Exercise Bike Upgrades: Compiler Version Matters

I recently upgraded my home desktop with a fancy new SSD. With that came all the advantages of being able to clean house, and start with the latest LTS Ubuntu (20.04).

After upgrading, I decided to (read: was suggested repeatedly to…) start the next steps of getting the tilt sensor to work. Before getting into those details, I had to re-trace my steps. Fortunately I pretty much had everything I needed.

However… when I tried to build the kernel before building a new module, I got several errors:

Well that isn’t good. What gives?

Turns out Ubuntu 20.04 uses a newer version of GCC. Specifically right now, it runs 9.3.0.

My old HD ran Ubuntu 18.04, and that ran GCC 7.5.0. Seemingly there was an update in there that broke compatibility with old kernels.

I’d somewhat expected this – Seemingly I got lucky the first go around. The next options are to:

  1. Install a VM for compiling. Not something I want to do since I’m getting more and more against VMs in lieu of Docker.
  2. Compile natively on the Beaglebone. This one seems like a step backward at this point.
  3. Install an older version of GCC. Probably doable, but more trouble than it’s worth.
  4. Create a Docker image to do build. This one feels like the right thing to do.

Well, I’d opted for #4, but didn’t get too far. Someone else has already done the work for me. He is giving credit to the Raspberry Pi community for getting most of it off the ground, but I’m sending my gratitude.

So the instructions there are pretty clear. Just run the bbbxc script before the make call. I can also just run the command arm-linux-gnueabihf-gcc –version and see that the image is running GCC 4.9.2. That also matches which compiler was used for the beaglebone kernel itself. Cool!

And that’s it for this one. Just run the command “./bbbxc make ARCH=arm CROSS_COMPILE=arm-linux-gnueabihf-” and the kernel builds without warnings.

A couple things to note: The container uses the hard-float compiler. From my brief research, it seems like the BBB has the hard floating point architecture. So hopefully I’m good there.

The other thing that I need to figure out: The KDIR argument to a module build. Currently the bbbxc script seems to mount everything from my current working directory down, but that might not be the case. I tried soft linking in the kernel directory, but that didn’t work. Only a full copy of the kernel directory made things work.

I suspect that’ll be an easy fix once I find it. I haven’t spent any time yet in this quest though.

The next step will be to implement a driver for the tilt (power) sensor. Hopefully that’ll come up really soon!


EXERCISE AIM.
Print the data that follows word for word, leaving out any picture.

DATASET RECORDS.
□ □ □ □

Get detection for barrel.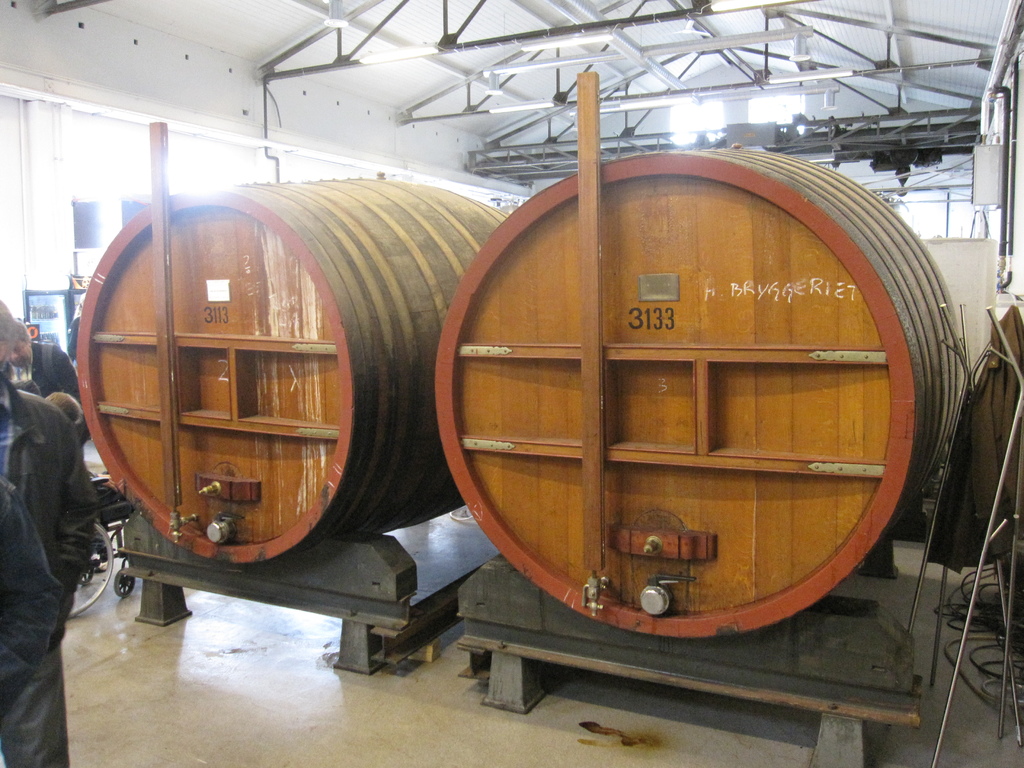
Detection: BBox(430, 138, 963, 645).
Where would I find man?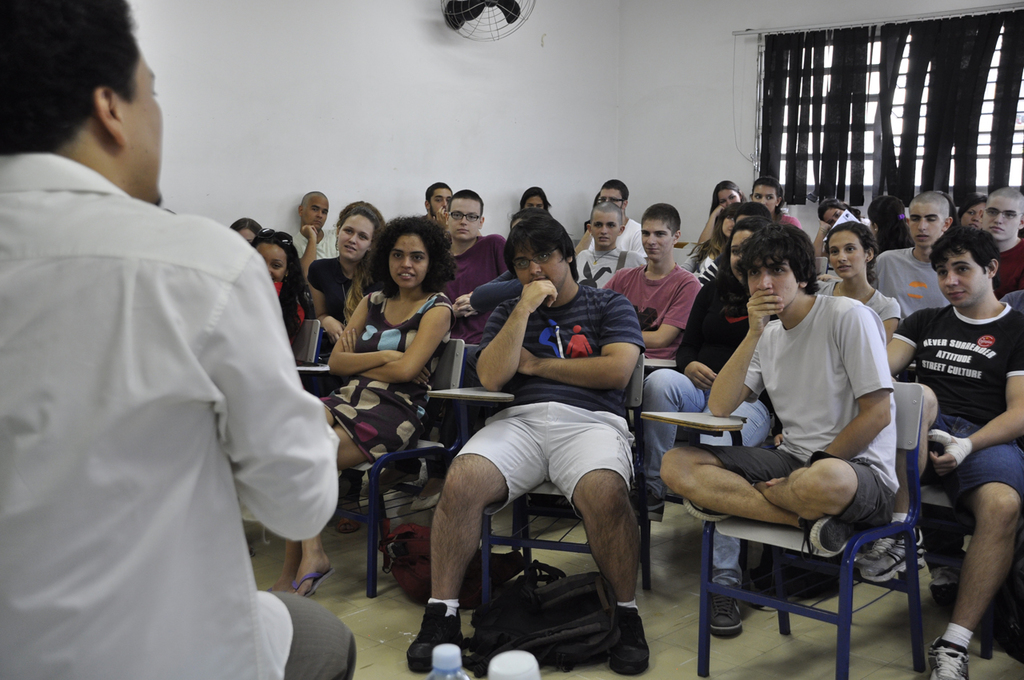
At (left=0, top=0, right=358, bottom=679).
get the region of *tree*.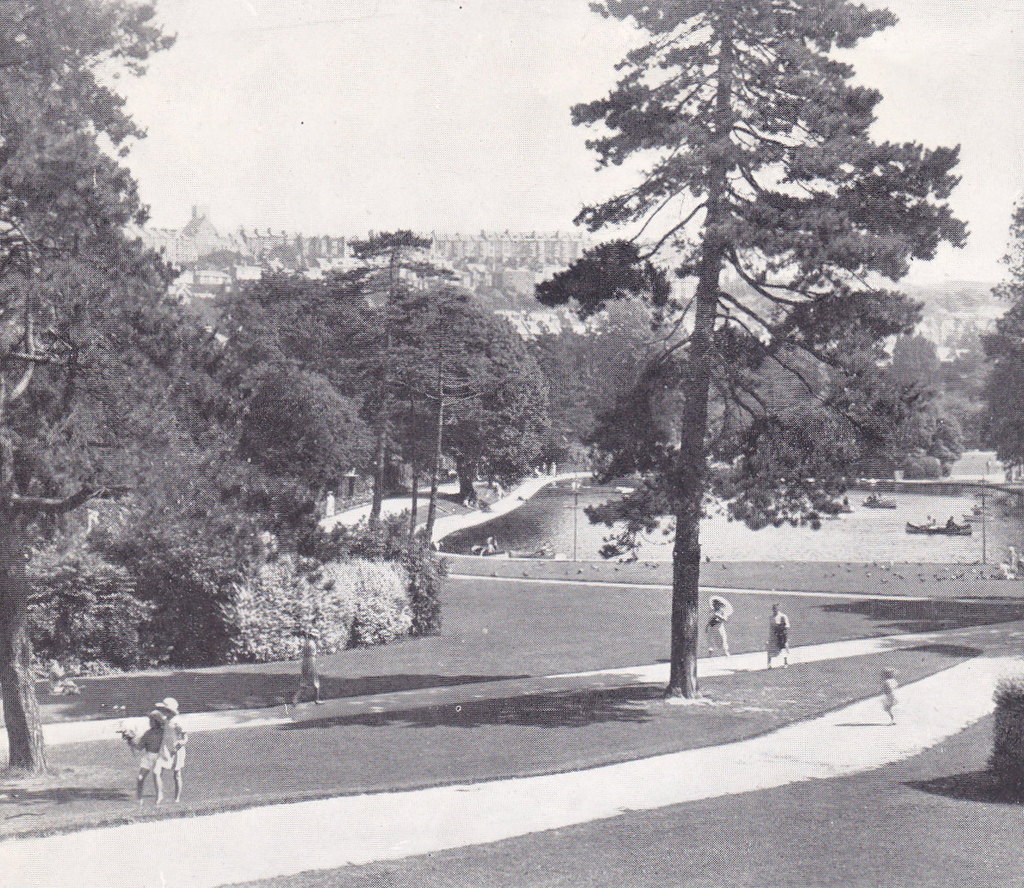
{"x1": 879, "y1": 329, "x2": 936, "y2": 388}.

□ □ □ □

EXERCISE RESULT.
Get detection for barrel.
Detection: BBox(430, 138, 963, 645).
Where would I find man?
At (left=0, top=0, right=358, bottom=679).
get the region of *tree*.
{"x1": 879, "y1": 329, "x2": 936, "y2": 388}.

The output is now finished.